Arnold & Porter Secures Victory For Client In Criminal Healthcare Fraud Trial
WASHINGTON, DC, December 2, 2015 -- After a five-week criminal trial involving what was once a sweeping federal healthcare fraud indictment against a prominent D.C.-area surgeon, Arnold & Porter LLP convinced a jury to unanimously acquit the surgeon on all outstanding charges. The trial was one of the first attempts by the U.S. Department of Justice to bring a criminal prosecution to enforce its interpretation of Medicare’s “incident to” and “anti-markup” billing regulations.
In August 2014, the government brought a 60-count indictment in the U.S. District Court for the Eastern District of Virginia, based on conduct occurring between 2009 and 2012. The case was assigned to U.S. District Judge Gerald Bruce Lee in the Alexandria Division. In addition to allegations of health care fraud, this original indictment included charges of aggravated identity theft and obstruction of justice. After the district court granted numerous pretrial evidentiary motions in the surgeon’s favor, however, the prosecution appealed to the U.S. Court of Appeals for the Fourth Circuit. In 2015, following the appeal, the prosecution obtained a superseding indictment that dropped ten fraud counts and the obstruction of justice charge.
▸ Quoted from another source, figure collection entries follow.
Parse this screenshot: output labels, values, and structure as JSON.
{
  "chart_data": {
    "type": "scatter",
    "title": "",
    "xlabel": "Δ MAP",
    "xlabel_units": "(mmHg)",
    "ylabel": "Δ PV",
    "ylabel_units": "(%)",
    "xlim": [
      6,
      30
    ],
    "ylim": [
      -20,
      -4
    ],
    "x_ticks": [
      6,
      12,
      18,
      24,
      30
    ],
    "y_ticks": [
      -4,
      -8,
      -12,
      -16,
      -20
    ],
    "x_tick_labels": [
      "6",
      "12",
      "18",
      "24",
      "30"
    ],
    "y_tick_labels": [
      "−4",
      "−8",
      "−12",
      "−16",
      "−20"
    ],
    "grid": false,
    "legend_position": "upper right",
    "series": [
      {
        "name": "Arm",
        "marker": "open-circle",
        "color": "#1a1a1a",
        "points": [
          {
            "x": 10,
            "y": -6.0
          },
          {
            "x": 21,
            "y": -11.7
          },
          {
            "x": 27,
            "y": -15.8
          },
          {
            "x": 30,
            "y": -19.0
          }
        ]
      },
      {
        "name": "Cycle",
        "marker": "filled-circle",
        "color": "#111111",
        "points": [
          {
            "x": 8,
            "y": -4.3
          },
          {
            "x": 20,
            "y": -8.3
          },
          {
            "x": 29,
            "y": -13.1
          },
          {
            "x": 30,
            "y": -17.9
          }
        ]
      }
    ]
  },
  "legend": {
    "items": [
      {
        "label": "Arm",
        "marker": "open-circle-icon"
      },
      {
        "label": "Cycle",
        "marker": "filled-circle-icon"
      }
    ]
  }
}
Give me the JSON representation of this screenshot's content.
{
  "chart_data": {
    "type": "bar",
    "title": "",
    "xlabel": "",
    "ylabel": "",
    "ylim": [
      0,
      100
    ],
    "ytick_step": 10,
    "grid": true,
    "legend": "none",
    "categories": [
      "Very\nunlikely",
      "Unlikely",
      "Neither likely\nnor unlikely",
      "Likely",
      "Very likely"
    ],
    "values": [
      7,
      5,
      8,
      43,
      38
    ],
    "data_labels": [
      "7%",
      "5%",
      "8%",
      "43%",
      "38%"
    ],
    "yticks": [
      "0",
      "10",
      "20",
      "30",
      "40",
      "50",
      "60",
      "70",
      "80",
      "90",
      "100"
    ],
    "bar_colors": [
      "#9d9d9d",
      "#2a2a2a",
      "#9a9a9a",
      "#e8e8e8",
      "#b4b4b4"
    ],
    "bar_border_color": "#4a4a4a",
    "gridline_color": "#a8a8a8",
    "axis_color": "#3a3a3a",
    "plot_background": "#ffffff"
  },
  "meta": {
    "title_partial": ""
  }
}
Trial commenced in October 2015. The evidence featured hundreds of exhibits and testimony by three dozen witnesses, including three physician experts. At the close of the evidence, the trial court granted the defense’s Rule 29 motion for acquittal on all six counts of aggravated identity theft. At that time, the prosecution also dismissed multiple fraud counts after it was revealed that the government had possessed relevant exculpatory evidence for several years.
The jury then deliberated on the remaining 41 counts that charged the surgeon with executing a scheme to defraud Medicare, Tricare, and several private healthcare insurers. These remaining counts alleged (1) that unnecessary surgeries to remove skin cancer were performed; (2) that services performed by medical assistants “incident to” the surgeon’s services were billed under the surgeon’s provider number instead of the supervising practitioner’s number; and (3) that consultation services by an independent contractor physician were billed at amounts higher than permitted under the “anti-markup” statute related to diagnostic testing.
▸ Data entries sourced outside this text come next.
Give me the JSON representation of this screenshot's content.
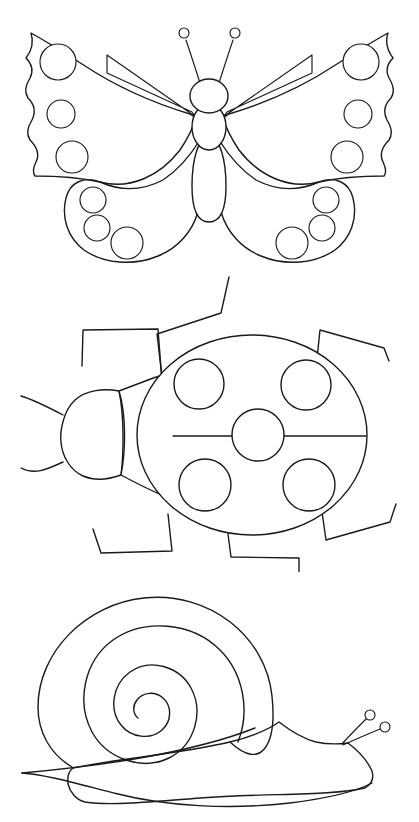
{
  "page": {
    "background_color": "#ffffff",
    "line_color": "#1a1a1a",
    "width": 419,
    "height": 822,
    "style": "black-and-white line art / coloring page",
    "figure_count": 3
  },
  "figures": [
    {
      "id": "butterfly",
      "label": "Butterfly",
      "bounds": {
        "x": 18,
        "y": 18,
        "width": 384,
        "height": 250
      },
      "parts": [
        {
          "name": "left-upper-wing",
          "spots": 3,
          "has_stripe": true
        },
        {
          "name": "right-upper-wing",
          "spots": 3,
          "has_stripe": true
        },
        {
          "name": "left-lower-wing",
          "spots": 3
        },
        {
          "name": "right-lower-wing",
          "spots": 3
        },
        {
          "name": "head",
          "shape": "circle"
        },
        {
          "name": "thorax",
          "shape": "oval"
        },
        {
          "name": "abdomen",
          "shape": "long-oval"
        },
        {
          "name": "left-antenna",
          "tip": "small circle"
        },
        {
          "name": "right-antenna",
          "tip": "small circle"
        }
      ],
      "total_spots": 12
    },
    {
      "id": "ladybug",
      "label": "Ladybug",
      "bounds": {
        "x": 12,
        "y": 280,
        "width": 395,
        "height": 280
      },
      "parts": [
        {
          "name": "head",
          "shape": "rounded"
        },
        {
          "name": "pronotum",
          "shape": "shield"
        },
        {
          "name": "body",
          "shape": "ellipse"
        },
        {
          "name": "center-line",
          "orientation": "horizontal"
        },
        {
          "name": "legs",
          "count": 6,
          "shape": "zigzag"
        },
        {
          "name": "antennae",
          "count": 2
        }
      ],
      "total_spots": 5
    },
    {
      "id": "snail",
      "label": "Snail",
      "bounds": {
        "x": 22,
        "y": 570,
        "width": 378,
        "height": 240
      },
      "parts": [
        {
          "name": "shell",
          "shape": "spiral",
          "turns": 2.5
        },
        {
          "name": "body",
          "shape": "curved"
        },
        {
          "name": "foot",
          "shape": "wavy base"
        },
        {
          "name": "left-tentacle",
          "tip": "small circle"
        },
        {
          "name": "right-tentacle",
          "tip": "small circle"
        }
      ],
      "total_spots": 0
    }
  ]
}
At trial, the prosecution had argued that the surgeon falsely diagnosed elderly patients with cancer so that he could perform unnecessary surgery. However, an expert pathologist from the University of Chicago’s medical school explained to the jury that these patients actually did have cancer, and that the non-cancer diagnoses offered by the government’s witnesses were incorrect and, in some instances, “unreasonable.” Additional testimony and evidence throughout the trial emphasized the complexity and ambiguity of the “incident to” and “anti-markup” billing requirements.
Arnold & Porter’s trial team consisted of Kirk Ogrosky and Murad Hussain, both of whom are members of the Firm’s White Collar and FDA/Healthcare Groups. Arnold & Porter’s co-counsel included lawyers from Schulte Roth & Zabel LLP.